At The Bananas (?) Diverse Bananas and Global Dragons: "Mai Chen will talk about minority/majority thinking, demographic trend towards a non-white majority". The goal of the Burke Review of Immigration was "population replacement". From the point of view of Europeans/Maori in NZ that's colonisation.
-
Hard News: Diverse Auckland: are we…, in reply to
it depends on your definition of racism ?
hating butchers, bakers or candle-stick-makers is unlikely to feature
There's a difference between hating people because of their race and objecting to a foreign race reducing your ethnic group to a subaltern status.There is no territorial reciprocity (non wealthy NZr's aren't lining up to go there). The "immense benefits" spoken of in the Burke Review of Immigration (1986) are not evident to the majority (unless you work in construction or the education industry?)
-
Hard News: Diverse Auckland: are we…, in reply to
Maori were right to be upset over colonisation (in some ways but not in others)
Ooh, do tell.
…………………………..
As clover killed the fern, and the European dog the Maori dog, as the Maori rat was destroyed by the pakeha rat, so our people also will be gradually supplanted and exterminated by the Europeans’.“
http://rsnz.natlib.govt.nz/volume/rsnz_55/rsnz_55_00_003930.html
duggledog (1,677 comments) says:
January 24th, 2015 at 8:47 am
Was talking to a Maori colleague last week, she’s relatively high up in the aristocracy in her particular tribe and knows a fair bit about what goes on in there. She said the average bro has a really, really bad feeling about all the Chinese that are popping up everywhere. She wouldn’t say exactly why the Chinese specifically, which started me wondering.
fernglas (217 comments) says:
January 24th, 2015 at 9:01 am
Duggledog.
Tell them to harden up; the Chinese are here to stay, just like us Pakeha
Vote: 16 1http://www.kiwiblog.co.nz/2015/01/general_debate_24_january_2015.html
That’s anecdotal (unlike the gently probing Asia NZ foundation)
“When an Indian Child has been brought up among us, taught our language and habituated to our Customs, yet if he goes to see his relations and make one Indian Ramble with them, there is no perswading him ever to return.”(2) But when European Americans “have been taken prisoners young by the Indians, and lived a while among them, tho’ ransomed by their Friends, and treated with all imaginable tenderness to prevail with them to stay among the English, yet in a Short time they become disgusted with our manner of life … and take the first good Opportunity of escaping again into the Woods, from whence there is no reclaiming them.” In 1785 Hector de Crèvecoeur asked two European refuseniks why they would not come home.

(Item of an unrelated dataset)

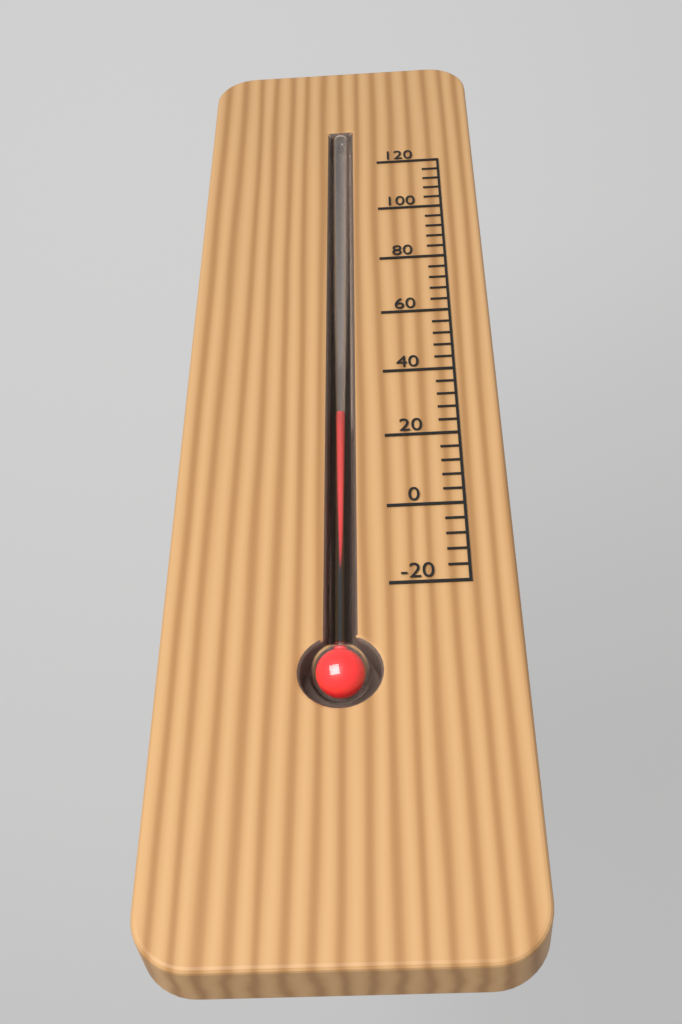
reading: 28 (no unit)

http://www.monbiot.com/2015/01/19/a-small-and-shuffling-life/
On the plus side: the leather shoe?
-
New migrants (because they are generally younger and better skilled than average) lower the mean age of the population and increase the number of net contributors vs net beneficiaries.
Migration is one of the few ways open to us to get production to the levels needed to support peoples retirement. (One alternative would be to cede Tauranga).Australian Productivity Commision
It is also a fallacy that higher immigration counteracts population ageing. Beyond an annual immigration level of around 100 000 people, the demographic benefits have been shown to diminish greatly, with migrants impacting much more on the size of the population than on its age structure. The main reason is that migrants age too! We would need to bring in increasingly more of them to ‘backfill’ the age structure over time. Indeed, the Commission calculated that to preserve the current age profile of the population, the immigration-to-population ratio would need to rise to three per cent (triple its peak of 2008-9). This would make Australia a population ‘super-power’ of 100+ million people by mid-century!